The relatives requested that their lost ones be buried as close as possible to Mecca.

“Does this make anyone question their religion?” I asked. “They were in the process of a holy pilgrimage and so many died? Does it make them wonder why God would let that happen?”

“No,” he said. “People die going to Mecca every year. Last year several elderly people died because they couldn’t handle the long bus trip through the cold of Russia. Then people die due to being pressed by the crowds. It can even be considered a source of pride to die so close to Mecca.”

“These people don’t look very proud,” I said, as I watched a man in a baseball cap hug an older woman as fat tears dropped from his eyes.

“That woman in the hat..” Malan said. “She is saying, ‘Whenever I came before, she was always the one to greet and welcome me. Now there will be nobody to greet me.’ She lost her mother. And it seems she’s come back from Russia.”

Malan said they showed the list of the dead on TV. “Most of them were older, born in the 1940s and 50s. But I saw a woman born in 1972 and her husband.” He looked sober.

“This is going to stay with their relatives forever. Many young people who’ve managed to do well send their parents to Hajj. Some do it as a gift. Others do it as a way to achieve social standing. Even if their parents don’t really want to go, it’s hard for them to reject it. And know they must think to themselves that they sent their relatives to their deaths. If only they’d given them $2,000 cash instead and told them to do whatever they liked with it, they would have lived well. But in an effort to do something good, they instead killed their mothers and fathers. They will never be able to forget this.”

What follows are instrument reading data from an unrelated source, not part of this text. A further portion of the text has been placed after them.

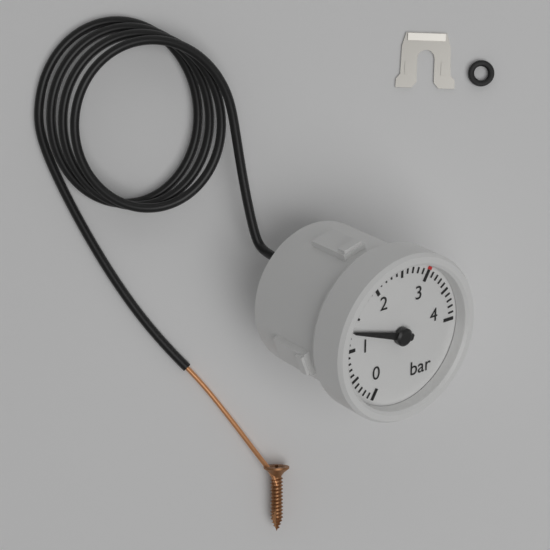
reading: 1.3 bar
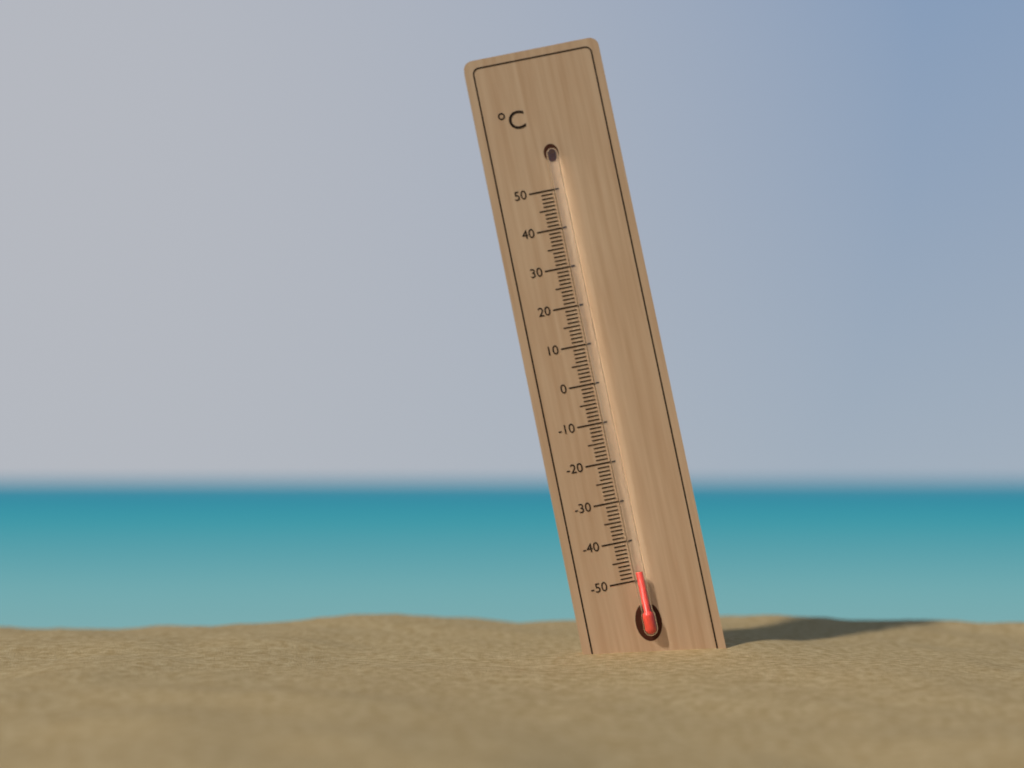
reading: -48 °C
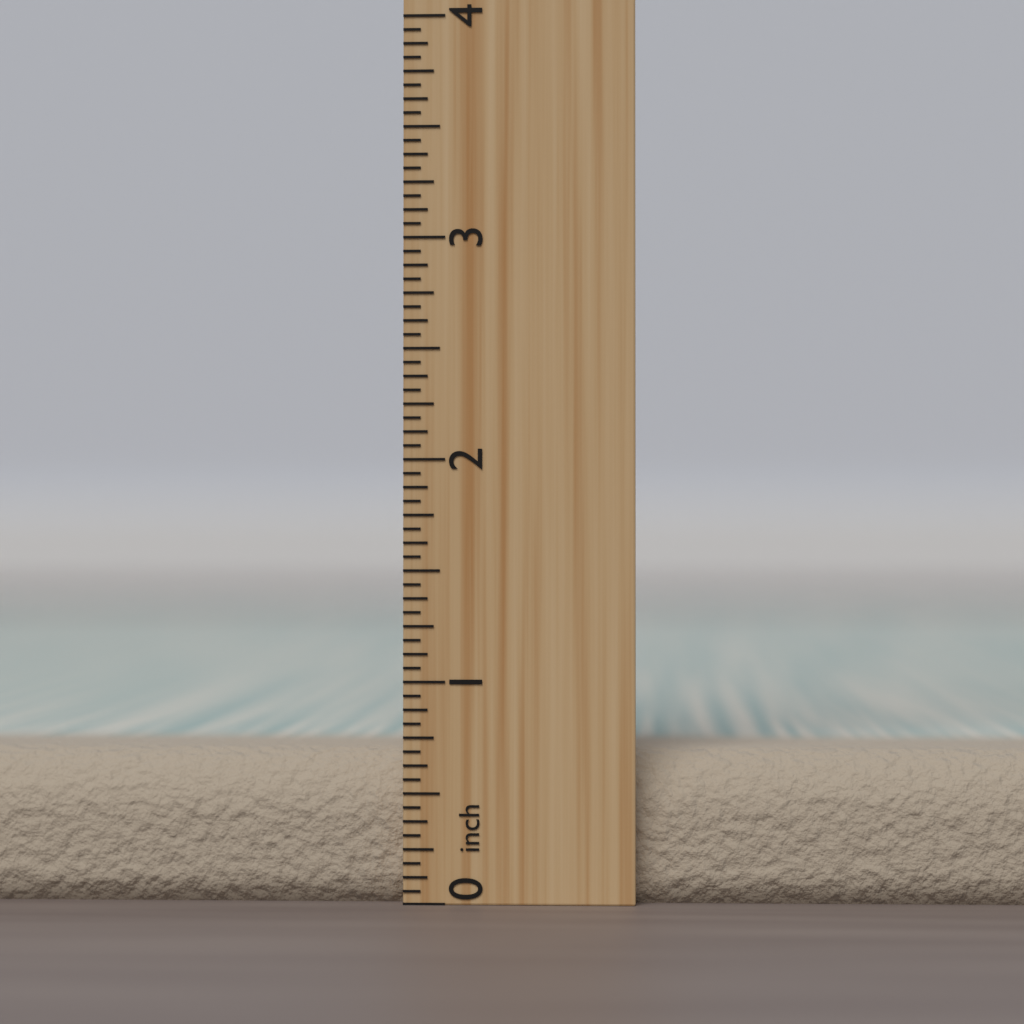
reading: 0.6875 inch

I could only start to imagine the profound regret they must feel, the if onlys, the what ifs, the blame - unfair but present nonetheless.

I was there at the Osh airport when people were departing for Mecca. It was festive – more people than I’d ever seen before at that little airport. Vendors had set up shashlik grills with little plastic tables and chairs. The smoke curled upwards and through the crowds of festive people dressed in black, encircling their relative about to make the biggest trip of his or her lifetime. They’d come back with sins forgiven, ready for heaven, ready to assume a place of respect in the local hierarchy. They couldn’t fathom that they might not return at all.

Monday, January 08, 2007

A weekend getaway







After two weeks of hectic wedding planning and family reunions, Mark and I finally escaped for a weekend. And what a wonderful place to escape. We found this cabin (Craig’s cabin) in the Pennsylvania woods, an isolated log cabin on 42 acres. We had stuffed deer and wild turkey on the walls, a screened in patio overlooking a mountain pond, and a fireplace. Twice a day, we went out to feed the trout and watched the circles made by their splashing expand and then disappear. Fantastic.

A weekend getaway







After two weeks of hectic wedding planning and family reunions, Mark and I finally escaped for a weekend. And what a wonderful place to escape. We found this cabin (Craig’s cabin) in the Pennsylvania woods, an isolated log cabin on 42 acres. We had stuffed deer and wild turkey on the walls, a screened in patio overlooking a mountain pond, and a fireplace. Twice a day, we went out to feed the trout and watched the circles made by their splashing expand and then disappear. Fantastic.